Restate the data below word for word, leaving nothing out.

-*-

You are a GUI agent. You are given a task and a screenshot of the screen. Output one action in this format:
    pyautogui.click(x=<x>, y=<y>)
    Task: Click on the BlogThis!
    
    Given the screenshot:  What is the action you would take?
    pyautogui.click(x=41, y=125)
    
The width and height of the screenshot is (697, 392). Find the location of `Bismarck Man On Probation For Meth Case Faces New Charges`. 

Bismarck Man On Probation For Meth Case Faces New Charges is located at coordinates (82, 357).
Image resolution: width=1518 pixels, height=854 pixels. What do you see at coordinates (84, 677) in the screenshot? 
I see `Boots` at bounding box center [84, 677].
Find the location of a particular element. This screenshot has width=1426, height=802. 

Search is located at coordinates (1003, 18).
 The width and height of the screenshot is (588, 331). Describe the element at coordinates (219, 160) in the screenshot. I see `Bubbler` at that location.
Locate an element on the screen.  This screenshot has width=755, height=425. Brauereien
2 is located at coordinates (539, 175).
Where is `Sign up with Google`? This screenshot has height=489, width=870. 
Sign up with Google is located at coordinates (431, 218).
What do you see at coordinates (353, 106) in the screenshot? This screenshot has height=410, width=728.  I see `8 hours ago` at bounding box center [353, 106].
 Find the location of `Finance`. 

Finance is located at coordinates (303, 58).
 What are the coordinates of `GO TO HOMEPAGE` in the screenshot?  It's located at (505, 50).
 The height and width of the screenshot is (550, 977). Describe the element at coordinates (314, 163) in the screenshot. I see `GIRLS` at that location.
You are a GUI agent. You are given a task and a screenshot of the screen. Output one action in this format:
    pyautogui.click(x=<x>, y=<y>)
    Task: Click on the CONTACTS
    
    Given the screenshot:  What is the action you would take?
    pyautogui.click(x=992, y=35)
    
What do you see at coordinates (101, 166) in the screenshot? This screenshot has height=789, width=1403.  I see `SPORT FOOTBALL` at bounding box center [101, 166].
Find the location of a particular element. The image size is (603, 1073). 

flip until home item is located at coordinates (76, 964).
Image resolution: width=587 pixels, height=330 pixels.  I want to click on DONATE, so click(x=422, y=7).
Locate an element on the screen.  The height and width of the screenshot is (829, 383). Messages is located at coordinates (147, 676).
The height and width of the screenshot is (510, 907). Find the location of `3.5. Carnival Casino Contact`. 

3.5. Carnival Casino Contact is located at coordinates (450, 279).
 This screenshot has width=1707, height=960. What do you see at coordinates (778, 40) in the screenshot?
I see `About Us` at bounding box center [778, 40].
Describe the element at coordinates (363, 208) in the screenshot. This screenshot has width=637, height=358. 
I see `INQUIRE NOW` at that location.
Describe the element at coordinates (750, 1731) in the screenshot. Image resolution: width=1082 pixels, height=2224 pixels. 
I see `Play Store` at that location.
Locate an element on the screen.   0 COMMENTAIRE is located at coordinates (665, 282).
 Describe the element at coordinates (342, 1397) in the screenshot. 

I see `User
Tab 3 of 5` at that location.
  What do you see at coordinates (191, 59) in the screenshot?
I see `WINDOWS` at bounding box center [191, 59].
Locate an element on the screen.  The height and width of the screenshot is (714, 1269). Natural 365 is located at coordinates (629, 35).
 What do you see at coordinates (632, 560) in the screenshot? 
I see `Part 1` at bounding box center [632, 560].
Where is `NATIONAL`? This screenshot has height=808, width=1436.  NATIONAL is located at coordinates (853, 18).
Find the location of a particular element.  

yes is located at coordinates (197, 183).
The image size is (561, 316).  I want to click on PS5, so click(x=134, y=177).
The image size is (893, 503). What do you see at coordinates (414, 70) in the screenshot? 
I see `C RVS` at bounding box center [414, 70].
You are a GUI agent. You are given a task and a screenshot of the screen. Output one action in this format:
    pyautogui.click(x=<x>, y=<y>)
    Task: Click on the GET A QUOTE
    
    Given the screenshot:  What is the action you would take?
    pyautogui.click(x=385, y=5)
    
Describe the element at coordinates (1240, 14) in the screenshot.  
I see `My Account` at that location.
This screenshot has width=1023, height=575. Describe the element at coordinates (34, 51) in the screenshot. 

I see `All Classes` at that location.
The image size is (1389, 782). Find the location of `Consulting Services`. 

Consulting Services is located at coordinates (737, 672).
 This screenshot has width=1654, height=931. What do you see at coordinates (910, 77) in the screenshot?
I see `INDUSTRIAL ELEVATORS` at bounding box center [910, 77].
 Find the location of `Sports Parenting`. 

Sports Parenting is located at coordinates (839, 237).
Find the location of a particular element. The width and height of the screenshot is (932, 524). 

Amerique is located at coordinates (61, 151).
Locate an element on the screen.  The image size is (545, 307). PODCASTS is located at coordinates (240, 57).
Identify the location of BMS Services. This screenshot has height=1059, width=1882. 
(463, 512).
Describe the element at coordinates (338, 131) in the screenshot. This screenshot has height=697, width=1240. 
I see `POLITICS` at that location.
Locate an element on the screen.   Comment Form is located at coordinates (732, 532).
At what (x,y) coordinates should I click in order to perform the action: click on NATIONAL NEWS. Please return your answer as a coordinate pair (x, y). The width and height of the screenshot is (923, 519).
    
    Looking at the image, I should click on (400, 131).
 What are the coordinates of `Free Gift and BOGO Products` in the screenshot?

-*-

*RESPONSE TO THE TASK*
You are a GUI agent. You are given a task and a screenshot of the screen. Output one action in this format:
    pyautogui.click(x=<x>, y=<y>)
    Task: Click on the BlogThis!
    
    Given the screenshot:  What is the action you would take?
    pyautogui.click(x=41, y=125)
    
The width and height of the screenshot is (697, 392). Find the location of `Bismarck Man On Probation For Meth Case Faces New Charges`. 

Bismarck Man On Probation For Meth Case Faces New Charges is located at coordinates (82, 357).
Image resolution: width=1518 pixels, height=854 pixels. What do you see at coordinates (84, 677) in the screenshot? 
I see `Boots` at bounding box center [84, 677].
Find the location of a particular element. This screenshot has width=1426, height=802. 

Search is located at coordinates (1003, 18).
 The width and height of the screenshot is (588, 331). Describe the element at coordinates (219, 160) in the screenshot. I see `Bubbler` at that location.
Locate an element on the screen.  This screenshot has width=755, height=425. Brauereien
2 is located at coordinates (539, 175).
Where is `Sign up with Google`? This screenshot has height=489, width=870. 
Sign up with Google is located at coordinates (431, 218).
What do you see at coordinates (353, 106) in the screenshot? This screenshot has height=410, width=728.  I see `8 hours ago` at bounding box center [353, 106].
 Find the location of `Finance`. 

Finance is located at coordinates (303, 58).
 What are the coordinates of `GO TO HOMEPAGE` in the screenshot?  It's located at (505, 50).
 The height and width of the screenshot is (550, 977). Describe the element at coordinates (314, 163) in the screenshot. I see `GIRLS` at that location.
You are a GUI agent. You are given a task and a screenshot of the screen. Output one action in this format:
    pyautogui.click(x=<x>, y=<y>)
    Task: Click on the CONTACTS
    
    Given the screenshot:  What is the action you would take?
    pyautogui.click(x=992, y=35)
    
What do you see at coordinates (101, 166) in the screenshot? This screenshot has height=789, width=1403.  I see `SPORT FOOTBALL` at bounding box center [101, 166].
Find the location of a particular element. The image size is (603, 1073). 

flip until home item is located at coordinates (76, 964).
Image resolution: width=587 pixels, height=330 pixels.  I want to click on DONATE, so click(x=422, y=7).
Locate an element on the screen.  The height and width of the screenshot is (829, 383). Messages is located at coordinates (147, 676).
The height and width of the screenshot is (510, 907). Find the location of `3.5. Carnival Casino Contact`. 

3.5. Carnival Casino Contact is located at coordinates (450, 279).
 This screenshot has width=1707, height=960. What do you see at coordinates (778, 40) in the screenshot?
I see `About Us` at bounding box center [778, 40].
Describe the element at coordinates (363, 208) in the screenshot. This screenshot has width=637, height=358. 
I see `INQUIRE NOW` at that location.
Describe the element at coordinates (750, 1731) in the screenshot. Image resolution: width=1082 pixels, height=2224 pixels. 
I see `Play Store` at that location.
Locate an element on the screen.   0 COMMENTAIRE is located at coordinates (665, 282).
 Describe the element at coordinates (342, 1397) in the screenshot. 

I see `User
Tab 3 of 5` at that location.
  What do you see at coordinates (191, 59) in the screenshot?
I see `WINDOWS` at bounding box center [191, 59].
Locate an element on the screen.  The height and width of the screenshot is (714, 1269). Natural 365 is located at coordinates (629, 35).
 What do you see at coordinates (632, 560) in the screenshot? 
I see `Part 1` at bounding box center [632, 560].
Where is `NATIONAL`? This screenshot has height=808, width=1436.  NATIONAL is located at coordinates (853, 18).
Find the location of a particular element.  

yes is located at coordinates (197, 183).
The image size is (561, 316).  I want to click on PS5, so click(x=134, y=177).
The image size is (893, 503). What do you see at coordinates (414, 70) in the screenshot? 
I see `C RVS` at bounding box center [414, 70].
You are a GUI agent. You are given a task and a screenshot of the screen. Output one action in this format:
    pyautogui.click(x=<x>, y=<y>)
    Task: Click on the GET A QUOTE
    
    Given the screenshot:  What is the action you would take?
    pyautogui.click(x=385, y=5)
    
Describe the element at coordinates (1240, 14) in the screenshot.  
I see `My Account` at that location.
This screenshot has width=1023, height=575. Describe the element at coordinates (34, 51) in the screenshot. 

I see `All Classes` at that location.
The image size is (1389, 782). Find the location of `Consulting Services`. 

Consulting Services is located at coordinates (737, 672).
 This screenshot has width=1654, height=931. What do you see at coordinates (910, 77) in the screenshot?
I see `INDUSTRIAL ELEVATORS` at bounding box center [910, 77].
 Find the location of `Sports Parenting`. 

Sports Parenting is located at coordinates (839, 237).
Find the location of a particular element. The width and height of the screenshot is (932, 524). 

Amerique is located at coordinates (61, 151).
Locate an element on the screen.  The image size is (545, 307). PODCASTS is located at coordinates (240, 57).
Identify the location of BMS Services. This screenshot has height=1059, width=1882. 
(463, 512).
Describe the element at coordinates (338, 131) in the screenshot. This screenshot has height=697, width=1240. 
I see `POLITICS` at that location.
Locate an element on the screen.   Comment Form is located at coordinates (732, 532).
At what (x,y) coordinates should I click in order to perform the action: click on NATIONAL NEWS. Please return your answer as a coordinate pair (x, y). The width and height of the screenshot is (923, 519).
    
    Looking at the image, I should click on (400, 131).
 What are the coordinates of `Free Gift and BOGO Products` in the screenshot?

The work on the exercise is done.